The food was most welcome. I’m not sure though whether the service station quite what hit them as we all piled in. We also had a total communication failure here. Nobody had any idea whether we were stopping to eat in the service station or whether we were supposed to be getting a takeaway. Given the length of the queues at every desk I doubt it would have affected the time for the stop anyway, to be honest.

After this we thought we were home and dry. But then the bus drivers needed to make an unscheduled stop at a garage to top up with AdBlue. That’s the “blue stuff” that has to be put in the fuel tank to keep it below European emissions targets.

What? The Tunnel is Broken?

It seemed a very, very long way through France before we eventually made it back to the Eurotunnel Terminal at Calais. It was a long time – 10 hours since we left the cache at Zürich. Once we got there though, we were straight through passport control. And then up we went into the standby queue for a train leaving at 1:22 am. We didn’t get on that one. We missed by the length of one bus. In fact, we were the only vehicle waiting that didn’t get onto it.

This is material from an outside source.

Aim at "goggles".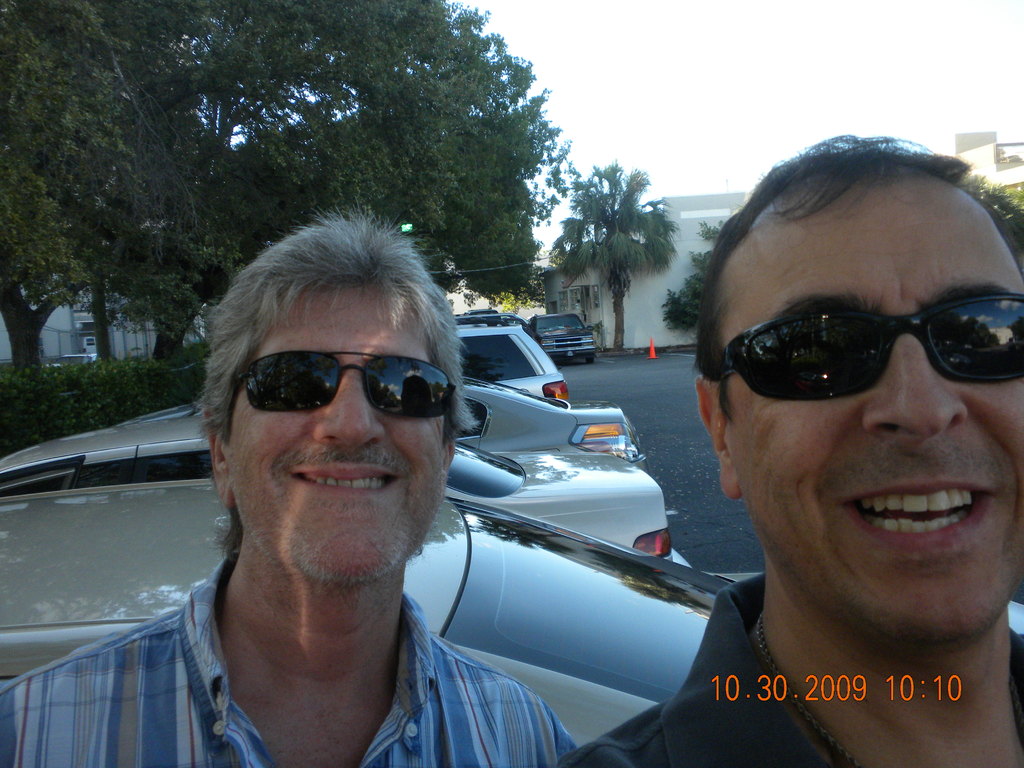
Aimed at <region>226, 351, 457, 415</region>.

And then began the worst part of the trip, for me. Just as we were missing the 1:22 train all the train times disappeared from the information board. We were left with no idea what was going on. There was supposed to have been another train at 3:42 am, but that time came and went. Eventually at about 4 am we found out that there was a broken rail in one of the tunnels. Obviously it needed to be fixed and, basically, no one was going anywhere until they’d done it. Eventually, they’d done it at 5 am. So at this time Ami and me had already been out of bed for 23 hours and we were still in France. In fact it had taken as long to get to here as it took us to get all the way down. Boooo! And Hiss!

Tired Out

And because we’d been going so long, when we did eventually make it back into England we immediately had to pull off into a car park and change drivers. Don’t get me wrong, the drivers did a sterling job for the whole weekend, but it was a bit annoying to be so far behind schedule and for them to be obliged to stop right here rather than continuing another 10 miles to where we were going to have to stop anyway to drop people off.

The remainder of the trip was as uneventful as we could have wanted. We eventually got back to MK Coachways just before 8 am UK time. That’s 26 hours after we got on the bus in Munich and 27 hours since either of us had seen a bed or a shower. Becky of Dave’s Piglings fame very kindly gave us a lift back home. When we got there, Ami went to bed and stayed there most of the day. I had a shower and a very large coffee and started my day of work. It was, after all, a Tuesday morning.

It certainly had been a bit of an adventure.